Sunday, March 20, 2011

10,000 Legs Under the Sea

                                                                      

                             10,000 Legs Under the Sea

I can see you
can you see me?

Cement
          stuck
                 sticky
                         swig
                                salt
                                     Sirens

                      
                                                           Call


Sand Buckets Full
Sand Buckets Empty
                            
                                             So I can remember who's creating this Story



Neon Beach Umbrellas

                  A spackled seahorse shoreline

Legs thrash
Toes turn


Appendages Sssing with every Ssstroke

 
                                                  So We can remember how to Swim

                                                           

Saturday, March 19, 2011

My Mothers Jewelry Box




Big
        Bold
                  Bountiful

                                    Trinkets
                          Treasures
                 Troves

Dangle
            Glisten
                       Shine

Compartments open close
                              top
                               bottom
                           
                                   Left & Right

Mirrors Reflect
                         
                         Sacred Drawers

                                                    With Golden Locks

                                                                        across its borders
                                                                 to secure
                                                         Remains
                                                    Unseen


                                                                                         
                               

Thursday, March 10, 2011

Pictures in Motion make for Beautiful Metaphors

 

In popular culture



The earthquake was the basis of the 1936 MGM film San Francisco, which starred Clark Gable, Jeanette MacDonald, and Spencer Tracy, who received an Academy Award for Best Actor nomination for this film. In 1938, a Warner Brothers movie entitled The Sisters, starring Bette Davis and Errol Flynn, featured a sequence portraying the earthquake, partly using footage from the 1927 Warners film Old San Francisco.


In the 1991 Tony Kushner play Angels in America, the Angel tells the main character that the San Francisco earthquake occurred on the day that God left heaven. Heaven itself is portrayed as San Fransisco in the wake of the earthquake's devastation.


An Epic Warner Brothers film entitled 1906 and directed by Brad Bird is currently in production. Based on the earthquake, it is an adaptation of the best-selling James Dalessandro novel of the same name.[63]


The National Film Registry added a documentary of the footage of the earthquake, entitled San Francisco Earthquake and Fire, April 18, 1906 to its list of American films for preservation. The film was selected along with 24 other films in 2005, and is currently one of 500 films recognized by the Registry.[64]

Rita Hayworth sang "Put the Blame on Mame" in Gilda (1946). The second verse starts with the line: "When they had the quake back in nineteen-six/They said Mother Nature was up to her old tricks" and "When she did the shimmy-shake/That brought on the Frisco quake". In keeping with the film character Gilda being "the ultimate femme fatale", the song sung by her in two scenes facetiously credits the amorous activities of a woman named "Mame" (the name evidently chosen to rhyme with "blame") as the true cause of three well-known cataclysmic events in American history – The Great Chicago Fire of 1871, Great Blizzard of 1888 in New York City, and the 1906 San Francisco earthquake.

The 1906 earthquake is used as a backdrop in the climatic chapters of the novel "The Chase" by author Clive Cussler.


-- EXERCISE REQUIREMENTS --
Everything in the data must be repeated exactly, apart from the pictures, which are left out.

§

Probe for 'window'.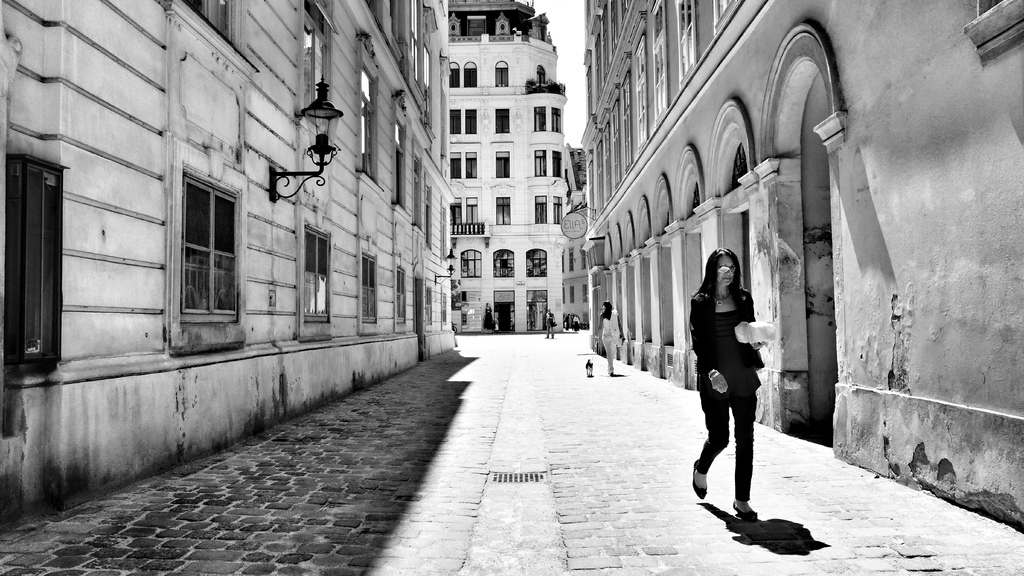
Probe result: (551, 152, 561, 175).
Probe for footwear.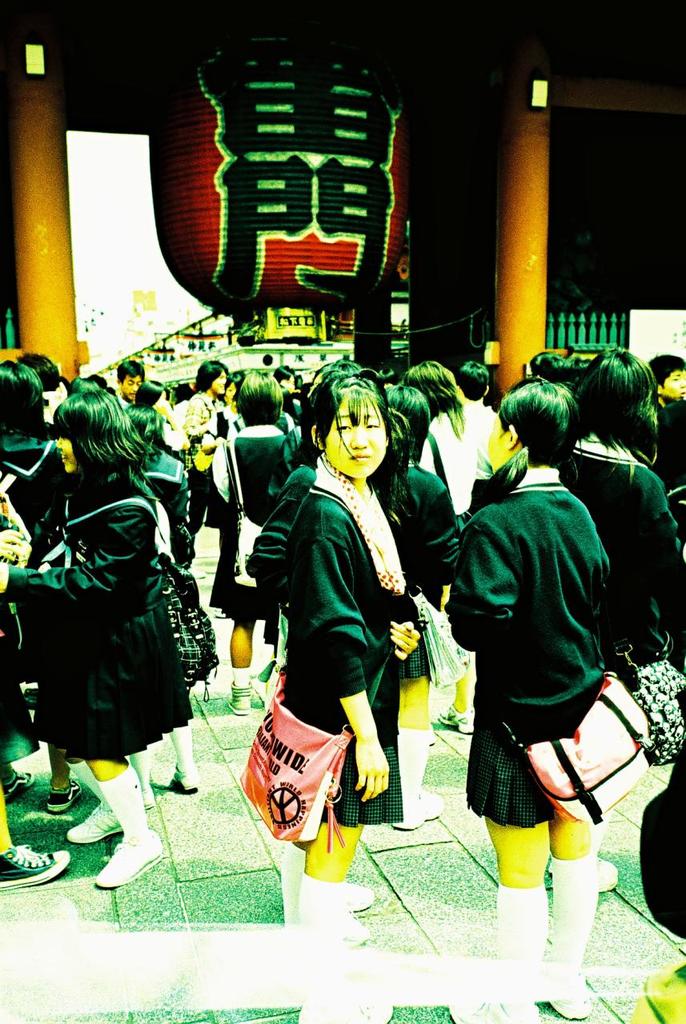
Probe result: box=[455, 992, 529, 1023].
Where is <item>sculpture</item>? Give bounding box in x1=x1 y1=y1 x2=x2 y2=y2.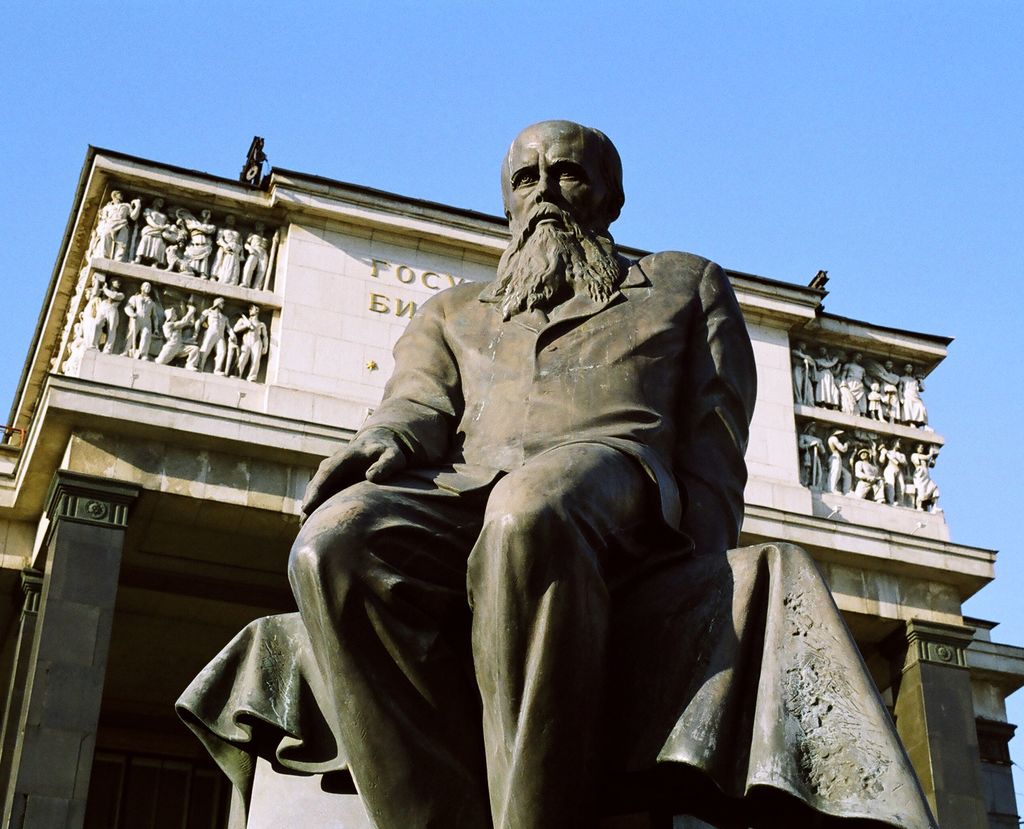
x1=230 y1=305 x2=276 y2=382.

§

-- YOUR RESPONSE --
Probe for 'window'.
Probe result: (551, 152, 561, 175).
Probe for footwear.
Probe result: box=[455, 992, 529, 1023].
Where is <item>sculpture</item>? Give bounding box in x1=x1 y1=y1 x2=x2 y2=y2.
x1=230 y1=305 x2=276 y2=382.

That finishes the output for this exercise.